Novo Nordisk's weekly diabetes drug goes 5-for-5 in Phase III

Novo Nordisk's ($NVO) weekly diabetes treatment succeeded in a 5th Phase III trial, moving the Danish drugmaker one step closer to succeeding its blockbuster Victoza.

The injected treatment, semaglutide, is a weekly therapy that, like Victoza, is an analog of the hormone GLP-1 that boosts the body's natural production of insulin. In a trial on 397 patients with Type 2 diabetes, semaglutide significantly improved blood sugar control compared with placebo when both were added to standard insulin therapy.

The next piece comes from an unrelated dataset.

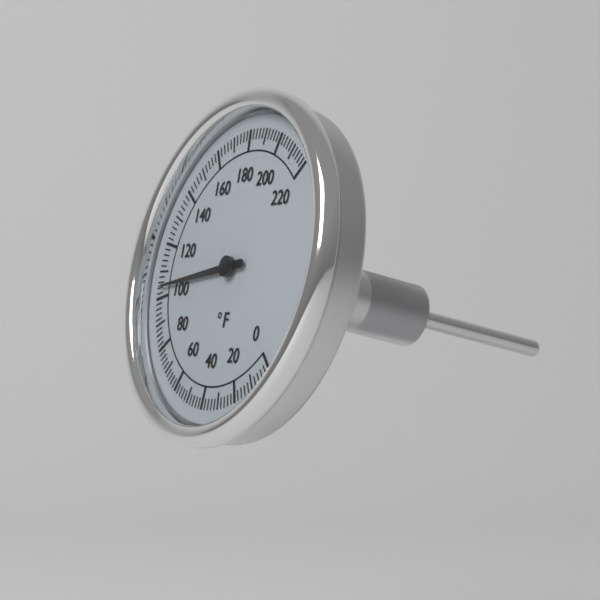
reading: 104 °F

The 0.5-mg dose of semaglutide reduced blood glucose by 1.4% from an average baseline of 8.4%, and the 1-mg dose resulted in a 1.8% drop, Novo said, each besting placebo's 0.1% reduction. Novo's treatment got the majority of patients below the American Diabetes Association's target blood glucose level of 7%, the company said, with 61% in the 0.5-mg group and 79% in the 1-mg cohort achieving their goals. Semaglutide also led to statistically significant weight loss and reduced patients' need for insulin, Novo said.

The latest success follows four positive Phase III trials pitting semaglutide against Merck's ($MRK) Januvia, AstraZeneca's ($AZN) Bydureon, Sanofi's ($SNY) Lantus and placebo. Novo is now working through a 6th trial involving more than 3,000 diabetics to determine semaglutide's long-term effect on outcomes, expecting data in the first half of this year.

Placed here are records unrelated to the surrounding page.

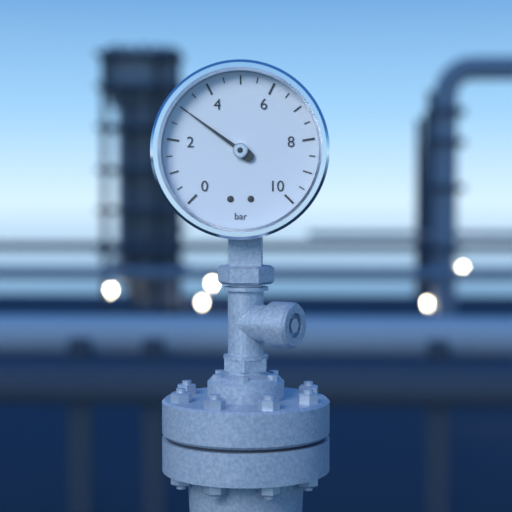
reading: 3.0 bar
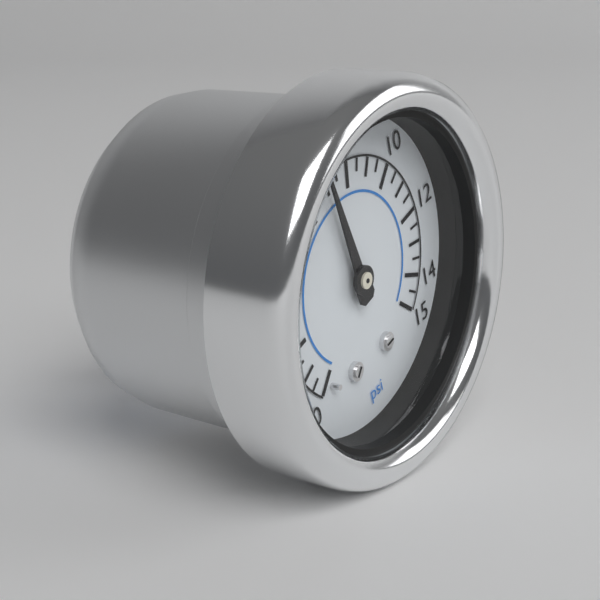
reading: 7.0 psi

With semaglutide, Novo is looking to shake up the market for GLP-1 treatments, now dominated by its daily Victoza. Eli Lilly ($LLY) and GlaxoSmithKline ($GSK) have launched weekly treatments over the past two years, competing with Bydureon, but Novo believes semaglutide can potentially lead the space thanks to its established efficacy in patients with both early-onset and late-stage diabetes.

Meanwhile, Novo is working through Phase III development with a potentially game-changing oral version of semaglutide, recruiting nearly 2,000 patients in a study testing its tablet against Januvia with a primary endpoint of lowering blood glucose and secondary goals including weight loss.